Any hope we’ll end the madness must begin by acknowledging that it’s almost always men shooting. Until we make gender central to our efforts to prevent mass shootings, we are on a fool’s errand.

I have been repeating this message for 20 years, since Columbine. Before Tree of Life, Thousand Oaks, Parkland, Sutherland Springs, and Las Vegas, there was Virginia Tech, Sandy Hook, Aurora. All male shooters; usually white supremacists. Let’s also acknowledge what’s not being examined — how we socialize boys and how little attention we give disaffected men. Think about the loner, the male outcast in high school.

(Connor Betts’s ex-girlfriend told MSNBC that the Dayton killer had “no support system.”) Because we know how alienated nearly all perpetrators are, that gender is not central to the national conversation reveals a blindness of the highest order. Ignoring this fact just escalates the danger. Don’t get me wrong.

Increase gun regulations — the tougher, the better.
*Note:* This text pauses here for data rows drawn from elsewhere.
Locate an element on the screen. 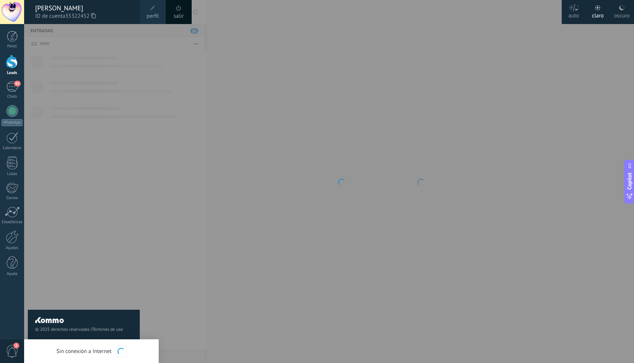  span: 83 is located at coordinates (17, 84). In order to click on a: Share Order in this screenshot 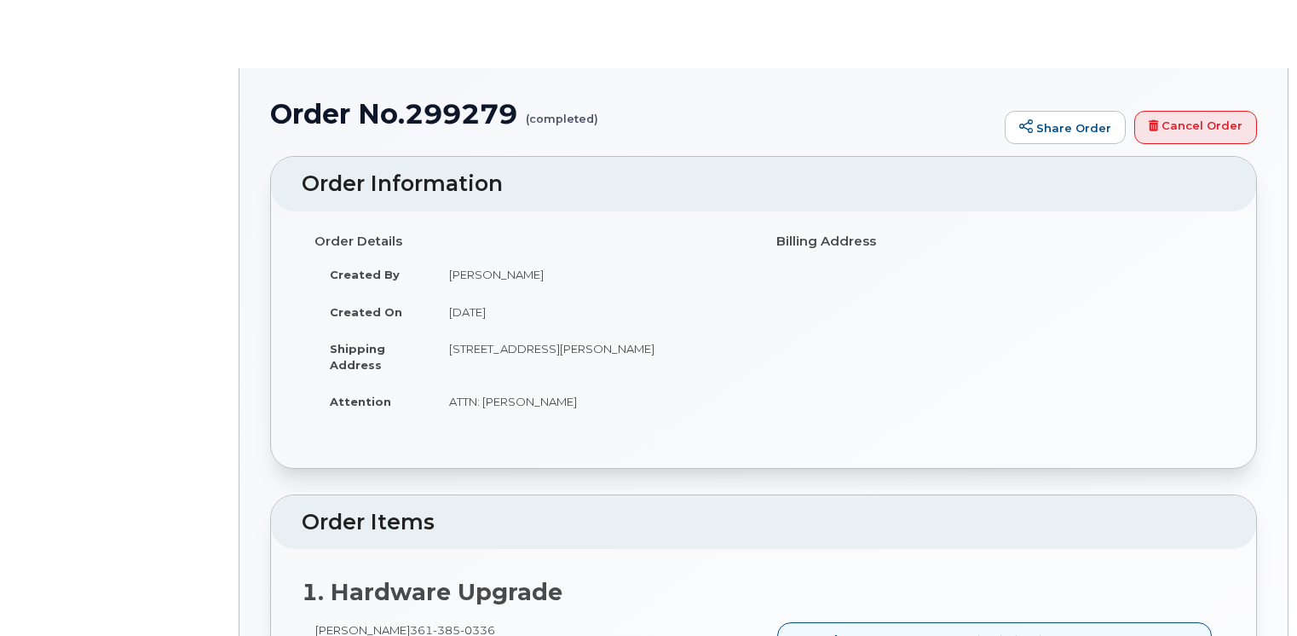, I will do `click(1065, 128)`.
Step up pressure to shutter the NRA. Support the Giffords Law Center, Guns Down America, Everytown for Gun Safety, and the Brady campaign. Have at it! [Editor’s Note: It’s clear you put a lot of thought into this, and I’m not going to just dismiss what you’re saying here, but it can be exactly zero surprise that these mass shootings are being perpetrated by men. I mean, it would actually be a massive shock if a woman decided to grab an assault rifle and start shooting up the place. I’m probably playing, oddly enough, to social gender norms, and I hope this doesn’t somehow come off as sexist, but I just don’t see most women having a “kill them all” mentality.

Not saying you’re wrong.

I’m just saying, for lack of a better way of putting it, yeah, so?]